At Hawk's Well Theatre · Temple Street, Sligo, Co. Sligo F91 CFY7
Anne Gildea is one of Ireland’s sharpest comic voices, and her solo show Further Adventures in WOMANING is a proper night out - the kind that has audiences in tears of laughter by the interval. Gildea grew up on a farm in Sligo before going on to co-found The Nualas, the musical comedy trio who played the Royal Albert Hall and sold out the Edinburgh Fringe. She’s been on Father Ted, published two books, and toured a previous solo show for three solid years. This is a comedian at the height of her powers, returning to the county she comes from with a show about Irish womanhood that spans decades and leaves nothing sacred.
The show picks up where Gildea’s smash hit How to Get the Menopause and Enjoy It left off. She weaves through half a century of “womany stuff” - from 18-hour girdles and Housewives of the Year to ripped influencer grannies pumping iron on Instagram. The Sunday drive gets the same treatment as the spa break. Angel Delight sits alongside the mystery of the chiffon scarf test. It’s observational comedy rooted in real Irish life: funny because it’s true, and funnier still if you lived through any of it. The show is billed as a “pant-wetting” journey through the world of the feminine, the mammy, and the twerky dancer - Gildea’s phrase, and she earns it.

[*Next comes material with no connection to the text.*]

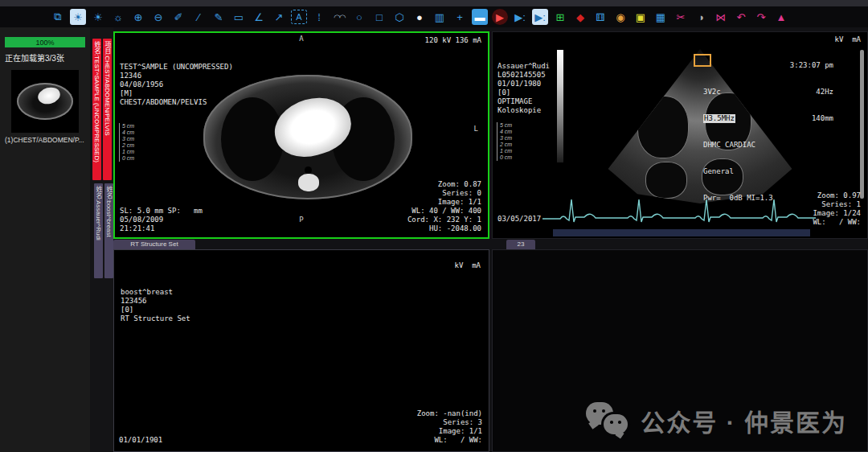  What do you see at coordinates (78, 17) in the screenshot?
I see `window-level-icon: ☀` at bounding box center [78, 17].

Hawk’s Well Theatre is an intimate, 340-seat venue that suits stand-up well. Named after W. B. Yeats’s play At the Hawk’s Well, it opened in 1982 as the first purpose-built theatre in rural Ireland and was renovated in the 1990s to give it a larger stage and comfortable auditorium. The room is the right size for a solo performer - close enough that you don’t miss a beat.
Sligo town is served by Bus Eireann express coaches from Dublin (Expressway route, roughly 3.5 hours), and by train from Dublin Connolly via Irish Rail’s Sligo line (around 3 hours, with several services daily). Hawk’s Well is on Temple Street right in the town centre, a short walk from both the bus station on Lord Edward Street and Sligo train station on Lord Edward Street. If you’re driving, Sligo is on the N4 from Dublin or the N17 from Galway. Street parking is available in the town centre on Saturday evenings, and there are several car parks nearby including the Abbey Street multi-storey.
Sligo is Yeats country - the Benbulben mountain and Drumcliffe churchyard where the poet is buried are a short drive north of town, and the Model gallery holds one of Ireland’s finest collections of modern art. There is more to see in Sligo and across Co. Sligo.
Heading to Hawk's Well Theatre in Sligo? Sligo has plenty more to see. Read the Sligo area guide, find what else is on, and explore the towns and villages nearby.